Elon Musk’s social media parent company, X finds itself battling against a nonprofit organization, the Center for Countering Digital Hate (CCDH), who it sued in August. On Thursday, the CCDH retaliated by challenging the lawsuit in an attempt to quash it. The lawsuit accuses CCDH of publishing detrimental reports about X Corp’s response to alleged hateful content on the platform.
These drives from CCDH have allegedly resulted in the alienation of X Corp’s advertising partners, the lawsuit alleges.
X maintains that the CCDH breached the platform’s terms and federal hacking laws through the collection and publication of data from the platform, as well as claiming that the CCDH pushed someone to gather information inappropriately about the platform from a brand monitoring provider. X contends that pressure from the organization caused advertisers to stop advertising on the platform.
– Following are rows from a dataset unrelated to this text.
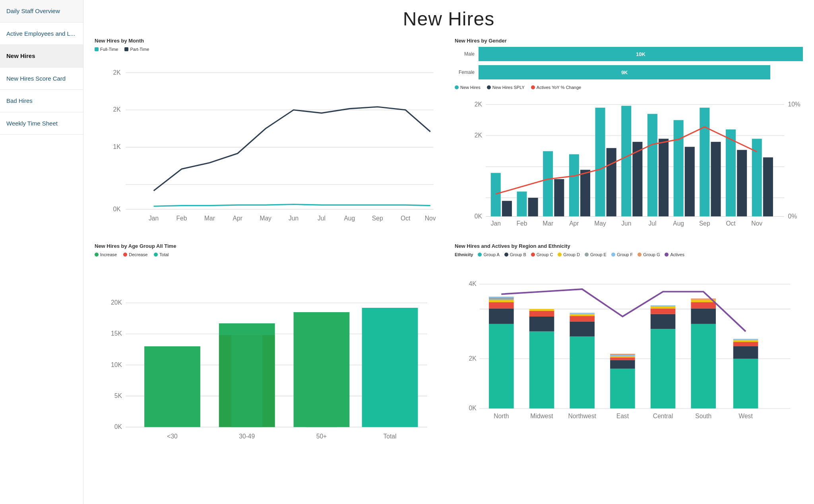 The image size is (814, 504). What do you see at coordinates (663, 416) in the screenshot?
I see `svg-text: Central` at bounding box center [663, 416].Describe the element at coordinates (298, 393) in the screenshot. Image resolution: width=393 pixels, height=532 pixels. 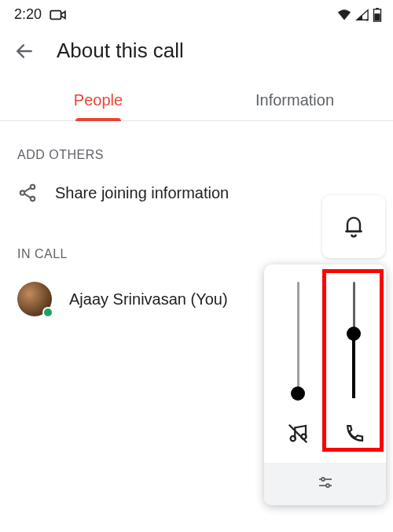
I see `media-slider-thumb` at that location.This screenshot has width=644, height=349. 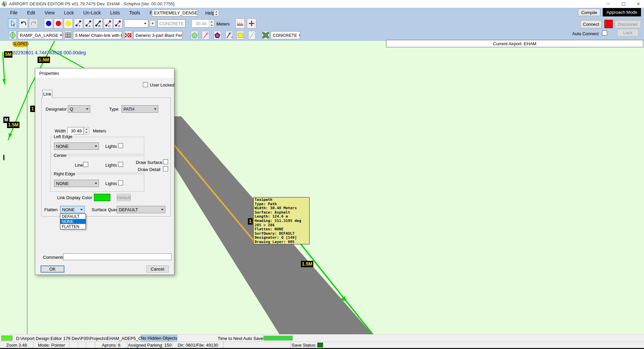 I want to click on menu-lock: Lock, so click(x=69, y=13).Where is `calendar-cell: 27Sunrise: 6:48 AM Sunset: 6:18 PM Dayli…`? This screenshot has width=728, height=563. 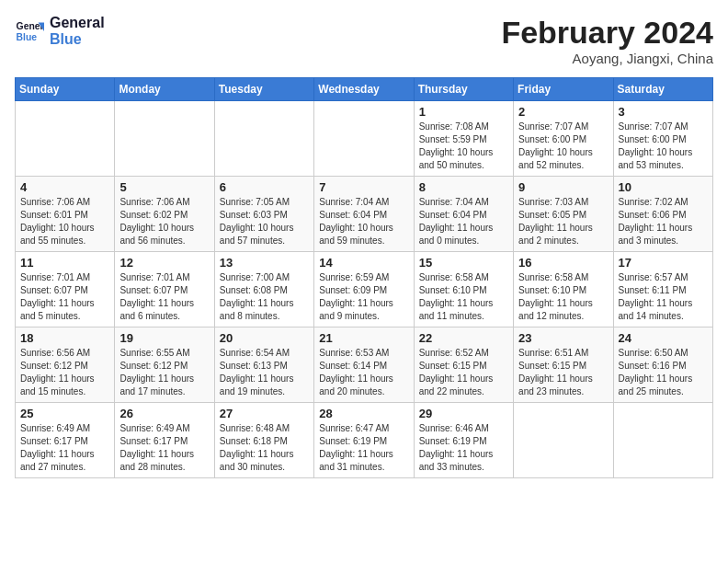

According to CCDH’s counter legal action submitted on Thursday to the California Northern District Court, the claims put forth by X are flawed and unjustly aim to impede on the nonprofit’s right to free speech, protected by the First Amendment.
We obtained a copy of the filing for you here.
“At its core, X Corp.’s grievance is not that the CCDH Defendants gathered public data in violation of obscure (and largely imagined) contract terms, but that they criticized X Corp. (forcefully) to the public,” the filing states.
Critical reports about the management of allegedly hate-filled speech on the platform under Musk’s leadership were released by the CCDH and other online safety groups following his purchase of the platform a year ago.
For the decline in its advertising profits, Musk has blamed the CCDH and similar watchdog groups. In light of new brand protection measures, Musk also publicly criticized the Anti-Defamation League for the company’s ad revenue remaining down by 60% and claimed that X had lost tens of millions of dollars in advertising revenue due to CCDH.